Enter Rachel Peng. Rachel is one of the cyborgs, but her skills and weaknesses are somewhat unique for various reasons related to the trauma she suffered during her 5 "lost" years in the program (which I won't spoil in this review). Significantly, Rachel is empathic, seeing people's emotions in person in colors, which doesn't quite make her a mind reader, but gives her a damn good impression of what people's attitudes are towards others and things at any given moment (whether they're lying or not, angry or happy, etc.) She's also quite good at using her chip in unorthodox ways to "see" things that others cannot - for example, spaces between worlds. At the same time, she finds it harder than others to navigate the internal structure of the chip, which makes it harder for her to share her skills with the rest of the cyborgs.
But those technological skills don't make Rachel who she is, and aren't quite why she's such a great character to follow, any more than her racial background (she's Chinese-American) or sexuality (she's a Lesbian). They're mere side effects of the trauma that all agents of OACET went through in the five years they were in the program before it was turned upside down and made public, in which her life was absolutely miserable and not worth living. Despite being an empath, Rachel isn't a person who cares too much about morals but instead cares absolutely about ensuring that what happened those five years is absolutely never repeated. Oh she cares about the poor murdered woman who started the investigation that centers this book's plot and she cares about all the victims that wind up in our mysterious criminal antagonist's path in this book - again, it's hard for her not to care when she sees those victims' emotions up close - but for her, the key thing is to ensure the agents' - and her own - new lease on life is never taken away or threatened. Like the other agents, she doesn't want pity for her trauma, and her pride refuses to let even her friends try to take advantage of that trauma in that fashion, but she will do absolutely whatever it takes to keep OACET from outside interference. So when the current case features a connection to OACET in a way possibly meant to discredit the agency, it drives her with an urgency like nothing else.
There are other significant characters in this novel who are interesting - Rachel's partner Santino serves not just as a normal person who the background can be explained to, but also as his own character who runs into his own personal problems as a result of his new connections to the cyborgs (and has his own investigative skills). And then there are the two other normal police officers they have to work with as well as the other cyborgs in the story. Frequently stories like this fail to establish who those side characters are besides just being either archetypes or beings who revolve around the protagonist, but Spangler does a fairly good job avoiding either pitfall and making them all feel real.

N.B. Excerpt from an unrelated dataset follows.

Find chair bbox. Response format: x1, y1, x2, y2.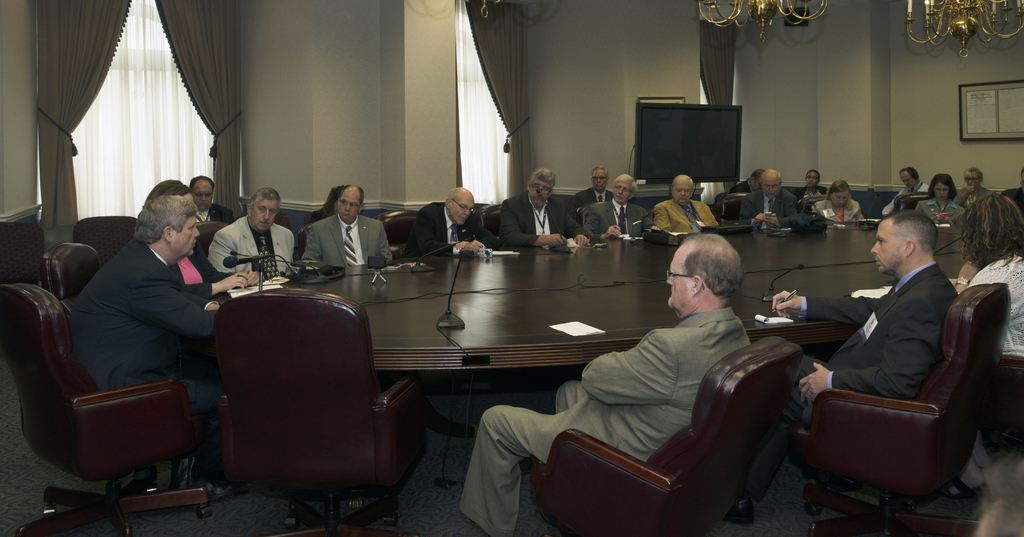
893, 188, 917, 209.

All this goes along with a near scifi-ish murder mystery plot that functions like a thriller and rarely lets up, leading to an ending that both satisfies and makes me want to see more from everyone. The book has one major issue - albeit one that isn't really the book's fault but the fault of changing times. As noted, this is a book featuring the police, and while Spangler is very liberal in her political views, it's a pretty standard classic 90s or 00s version of police media: the police are good guys, even if a little discriminatory against the cyborgs, with interrogations being done in good faith to catch bad guys and even the jerkass cops really wanting to do their jobs. Only one of our three major cop characters are white and the book makes a joke about how he's more intimidating than his black partner in interrogations because of the fear of white cops, but the overall image of cops here are as unquestionably good guys (this also extends to the FBI when they show up midway through). Obviously in today's environment, and even beforehand, this portrayal kind of sticks out, especially when a late plot point has the possibility of Rachel shooting to kill a suspect being against police policy because uhhhhhh yeah.
But yeah other than that issue, I really enjoyed Digital Divide and I hope to pick up the sequels soon enough. I really enjoy this universe, and this novel works damn well even if you haven't had a chance to read the webcomic.